International Women’s Day Is Not for Corporations
Corporate giants like Shell might try to co-opt International Women's Day – but they'll never be able to erase the radical history of generations of socialist women who fought to establish this day across the world.
In a scarcely believable publicity stunt for International Women’s Day (IWD), Shell is changing its name to “She’ll” in the name of female empowerment. It’s part of the global oil giant’s new “She Will’ initiative to highlight women in leadership positions at the company.
The tagline? “#MakeTheFuture gender balanced.” For a company whose business practices are destroying our planet, and our futures with it, I find it hard to believe this is done without irony.
This is the latest attempt by a corporate giant to co-opt International Women’s Day and the feminist movement. In recent years, IWD has been marked by the likes of McDonald’s, who flipped its “M”; KFC, who replaced Colonel Sanders in its logo with his wife, Claudia; and Brewdog, who released a pink beer. This year, search on Google for “international women’s day” and the top result you’ll find is internationalwomensday.com – a thinly disguised marketing tool for the likes of Amazon, HCL and Avon.
In co-opting IWD, these corporations not only erase their own exploitative practices – which almost always disproportionately impact women – but also the political meaning and history of the day. International Women’s Day was not always used to launder corporate reputations. It was formed to demonstrate the power that women hold when we organise together. International Women’s Day was born of struggle.
In 1908, thousands of working women marched through the streets of New York, demanding shorter hours, better pay, and voting rights. Shortly afterwards, delegates for the International Conference of Socialist Women met in Copenhagen, where they proposed a proclamation for an “International Women’s Day” to be held every year.
They demanded female suffrage, rights for working women, support for mothers, the provision of nurseries, and free meals in schools. They were explicitly socialist and unashamedly internationalist. They demanded not just equality, but also liberation.
In preparation for the first IWD march in 1911, held on March 19 to commemorate the 1848 revolution in Berlin, women in Germany handed out leaflets reading “Working Women and Girls! March 19 is your day. It is your right. The Socialist women of all countries are in solidarity with you.” More than a million women took the streets.
By 1914, March 8 was the accepted date, and in 1917 IWD took on a world historical significance. Working women walked out of work and held mass protests in Russia, calling for an end to war and poverty. Instead, they demanded “peace and bread.” A little over a week later, hundreds of years of Tsarist tyranny ended, and women won the right to vote.

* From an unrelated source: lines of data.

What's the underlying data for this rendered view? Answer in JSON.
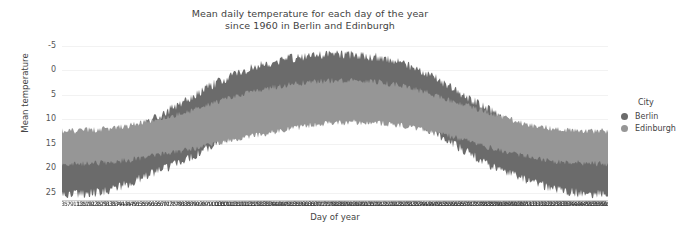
{
  "title": {
    "line1": "Mean daily temperature for each day of the year",
    "line2": "since 1960 in Berlin and Edinburgh"
  },
  "legend": {
    "title": "City",
    "items": [
      {
        "label": "Berlin",
        "color": "#6b6b6b"
      },
      {
        "label": "Edinburgh",
        "color": "#969696"
      }
    ]
  },
  "axes": {
    "ylabel": "Mean temperature",
    "xlabel": "Day of year",
    "yticks": [
      "25",
      "20",
      "15",
      "10",
      "5",
      "0",
      "-5"
    ]
  },
  "chart_data": {
    "type": "area",
    "title": "Mean daily temperature for each day of the year since 1960 in Berlin and Edinburgh",
    "xlabel": "Day of year",
    "ylabel": "Mean temperature",
    "xlim": [
      1,
      366
    ],
    "ylim": [
      -6.5,
      26
    ],
    "yticks": [
      -5,
      0,
      5,
      10,
      15,
      20,
      25
    ],
    "grid": true,
    "legend_position": "right",
    "legend_title": "City",
    "note": "Daily min-max envelope bands of mean temperature across years since 1960; x tick labels are day-of-year values drawn so densely that they overlap into an unreadable dark smear along the bottom axis.",
    "series": [
      {
        "name": "Berlin",
        "color": "#6b6b6b",
        "kind": "envelope",
        "x": [
          1,
          15,
          32,
          46,
          60,
          74,
          91,
          105,
          121,
          135,
          152,
          166,
          182,
          196,
          213,
          227,
          244,
          258,
          274,
          288,
          305,
          319,
          335,
          349,
          366
        ],
        "upper": [
          5.0,
          5.2,
          6.0,
          7.5,
          9.5,
          12.0,
          15.0,
          17.5,
          19.5,
          21.0,
          22.3,
          22.8,
          23.2,
          23.0,
          22.5,
          21.5,
          19.5,
          17.0,
          14.0,
          11.5,
          8.5,
          6.5,
          5.2,
          5.0,
          5.0
        ],
        "lower": [
          -5.0,
          -5.2,
          -4.5,
          -3.0,
          -1.0,
          0.5,
          3.0,
          5.5,
          7.5,
          9.0,
          10.5,
          11.5,
          12.0,
          12.0,
          11.5,
          10.5,
          8.5,
          6.0,
          3.0,
          0.5,
          -1.5,
          -3.0,
          -4.5,
          -5.0,
          -5.2
        ]
      },
      {
        "name": "Edinburgh",
        "color": "#969696",
        "kind": "envelope",
        "x": [
          1,
          15,
          32,
          46,
          60,
          74,
          91,
          105,
          121,
          135,
          152,
          166,
          182,
          196,
          213,
          227,
          244,
          258,
          274,
          288,
          305,
          319,
          335,
          349,
          366
        ],
        "upper": [
          7.5,
          7.6,
          8.0,
          8.6,
          9.5,
          10.5,
          12.0,
          13.5,
          15.0,
          16.0,
          17.0,
          17.5,
          17.8,
          17.8,
          17.5,
          16.8,
          15.5,
          14.0,
          12.5,
          11.0,
          9.5,
          8.4,
          7.8,
          7.6,
          7.5
        ],
        "lower": [
          1.0,
          1.0,
          1.3,
          1.8,
          2.5,
          3.2,
          4.2,
          5.2,
          6.2,
          7.0,
          8.0,
          8.8,
          9.3,
          9.5,
          9.3,
          8.8,
          7.8,
          6.8,
          5.5,
          4.2,
          3.0,
          2.0,
          1.4,
          1.1,
          1.0
        ]
      }
    ]
  }
}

Coinciding with IWD in 1973, Elaine Brown of the Black Panther Party led thousands of parents and children in a protest against child care cuts in California. In 1980, mass demonstrations were called across India on IWD to protest the government’s handling of rape cases and demanding the revision of laws surrounding rape, building a movement against sexual violence that continues to fight to this day.

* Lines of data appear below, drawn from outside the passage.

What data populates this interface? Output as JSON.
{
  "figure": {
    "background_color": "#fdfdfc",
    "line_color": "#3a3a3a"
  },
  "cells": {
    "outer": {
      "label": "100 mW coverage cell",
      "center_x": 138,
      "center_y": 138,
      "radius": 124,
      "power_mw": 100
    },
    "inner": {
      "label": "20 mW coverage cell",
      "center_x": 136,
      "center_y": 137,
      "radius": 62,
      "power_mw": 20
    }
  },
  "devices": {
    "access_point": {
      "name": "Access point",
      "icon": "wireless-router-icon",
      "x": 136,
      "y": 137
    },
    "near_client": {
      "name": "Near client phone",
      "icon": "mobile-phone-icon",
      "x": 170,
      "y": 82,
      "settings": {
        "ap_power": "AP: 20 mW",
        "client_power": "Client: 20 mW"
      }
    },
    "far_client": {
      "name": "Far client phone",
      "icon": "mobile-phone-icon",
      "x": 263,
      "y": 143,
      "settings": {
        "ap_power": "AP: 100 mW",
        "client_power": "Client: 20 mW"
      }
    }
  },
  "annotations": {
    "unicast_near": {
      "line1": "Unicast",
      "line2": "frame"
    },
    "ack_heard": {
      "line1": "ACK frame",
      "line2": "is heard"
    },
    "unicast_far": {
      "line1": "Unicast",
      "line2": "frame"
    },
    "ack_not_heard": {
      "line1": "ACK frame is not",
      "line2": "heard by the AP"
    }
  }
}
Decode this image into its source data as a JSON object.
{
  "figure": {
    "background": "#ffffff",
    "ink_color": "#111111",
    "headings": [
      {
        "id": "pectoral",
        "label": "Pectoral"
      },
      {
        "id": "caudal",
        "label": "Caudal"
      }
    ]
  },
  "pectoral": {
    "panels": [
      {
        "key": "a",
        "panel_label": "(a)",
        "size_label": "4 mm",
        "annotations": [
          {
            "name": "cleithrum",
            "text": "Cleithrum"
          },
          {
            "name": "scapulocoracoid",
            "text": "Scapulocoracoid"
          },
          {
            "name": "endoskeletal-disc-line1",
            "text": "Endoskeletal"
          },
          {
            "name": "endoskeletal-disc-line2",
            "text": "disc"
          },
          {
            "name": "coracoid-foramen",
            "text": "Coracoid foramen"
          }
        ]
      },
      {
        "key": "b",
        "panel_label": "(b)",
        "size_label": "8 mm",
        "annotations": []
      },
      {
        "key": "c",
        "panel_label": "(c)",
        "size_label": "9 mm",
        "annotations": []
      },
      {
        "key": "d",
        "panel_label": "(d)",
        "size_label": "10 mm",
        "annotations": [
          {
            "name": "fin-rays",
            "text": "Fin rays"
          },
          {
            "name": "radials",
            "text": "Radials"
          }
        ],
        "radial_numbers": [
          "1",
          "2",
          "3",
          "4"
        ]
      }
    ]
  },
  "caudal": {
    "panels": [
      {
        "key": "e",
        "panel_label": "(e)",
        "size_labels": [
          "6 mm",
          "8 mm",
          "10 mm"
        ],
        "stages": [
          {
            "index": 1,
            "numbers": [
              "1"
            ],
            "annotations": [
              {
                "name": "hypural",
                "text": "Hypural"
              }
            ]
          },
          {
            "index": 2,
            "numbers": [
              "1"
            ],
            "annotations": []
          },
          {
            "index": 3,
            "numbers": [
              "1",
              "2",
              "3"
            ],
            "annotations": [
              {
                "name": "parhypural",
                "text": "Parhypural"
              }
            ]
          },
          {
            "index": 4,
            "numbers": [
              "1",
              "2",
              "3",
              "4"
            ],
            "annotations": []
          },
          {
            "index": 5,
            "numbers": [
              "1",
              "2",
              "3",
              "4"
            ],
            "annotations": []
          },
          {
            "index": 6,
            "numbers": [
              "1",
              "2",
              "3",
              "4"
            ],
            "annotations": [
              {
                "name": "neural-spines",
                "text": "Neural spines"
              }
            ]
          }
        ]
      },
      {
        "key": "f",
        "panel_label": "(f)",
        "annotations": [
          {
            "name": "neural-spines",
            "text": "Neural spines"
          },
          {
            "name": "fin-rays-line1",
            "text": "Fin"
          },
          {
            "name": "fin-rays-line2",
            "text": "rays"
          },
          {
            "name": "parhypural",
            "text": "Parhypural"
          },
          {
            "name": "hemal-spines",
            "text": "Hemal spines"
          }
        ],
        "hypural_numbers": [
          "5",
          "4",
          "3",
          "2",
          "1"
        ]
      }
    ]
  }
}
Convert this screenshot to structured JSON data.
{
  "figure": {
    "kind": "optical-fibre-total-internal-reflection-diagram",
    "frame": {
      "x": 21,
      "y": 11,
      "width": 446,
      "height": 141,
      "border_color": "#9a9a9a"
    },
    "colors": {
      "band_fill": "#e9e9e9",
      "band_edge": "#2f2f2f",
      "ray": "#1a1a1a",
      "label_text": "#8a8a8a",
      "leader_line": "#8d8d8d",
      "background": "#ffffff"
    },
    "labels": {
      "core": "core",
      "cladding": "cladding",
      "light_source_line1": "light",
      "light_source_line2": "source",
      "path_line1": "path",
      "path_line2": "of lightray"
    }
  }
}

This is the history of IWD. It was the creation of working women who knew that capitalism would never work for them. They knew that bosses of any gender would exploit them, pay them poverty wages, and drive down their rights. They knew that this rotten system would never value their domestic labour or childcare. And they knew that their struggles against patriarchal structures were linked across borders. Those struggles continue today.
In Britain, women face the sharp end of the Tories’ austerity policies and cruel border regime. When workers are sacked or when migrants are abandoned in makeshift refugee camps on our borders, it is women who are the hardest hit. Liberal feminism, corporate co-option, and “I’m not bossy, I’m the boss” women’s leadership, only reinforce the power structures that cause this kind of exploitation. Shell, Amazon and McDonald’s never have, and never will, represent the interests and cause of women.
Just as the feminist movement in the 1960s and 70s was inspired by national liberation struggles across the Global South, today our feminist activism must look to the heroic examples set by women who struggle across the world. Today more than a million women are marching in Chile, where women have led the powerful social movement against neoliberalism that has forced the government to agree to a referendum on its Pinochet era constitution.
Last week, decades of campaigning by a mass movement in Argentina won a concrete commitment from the government to legalise abortion. In Rojava, besieged on all sides by the Turkish military, Daesh and the Assad regime, women have led a social revolution that has created democratic women’s organisations in every field of life, including a women’s assembly with the right to veto any policies affecting women’s rights. And it is women who are on the frontline in the fight to secure our futures, resisting deforestation in the Amazon and the building of pipelines on indigenous land in North America.
Here in Britain, women continue to fight back against Tory cuts to services for victims of sexual violence and domestic abuse. We continue to demonstrate to shut down the inhumane migrant detention centre at Yarl’s Wood. We continue to stand together – cis, trans and non-binary – even as the right-wing press try to whip up a climate of fear. We continue to fight for a socialist, internationalist Labour government.
International Women’s Day was not dreamt up by an ad agency or marketing executives. It can’t be summed up by an empty slogan or facile hashtag. It is marked across the world because generations of working women have organised together and fought for their rights. They knew capitalism would never deliver equality or liberation. Today, we must honour the radical traditions of International Women’s Day and continue to build a socialist, feminist movement that stands for all women, in every walk of life, and across the world.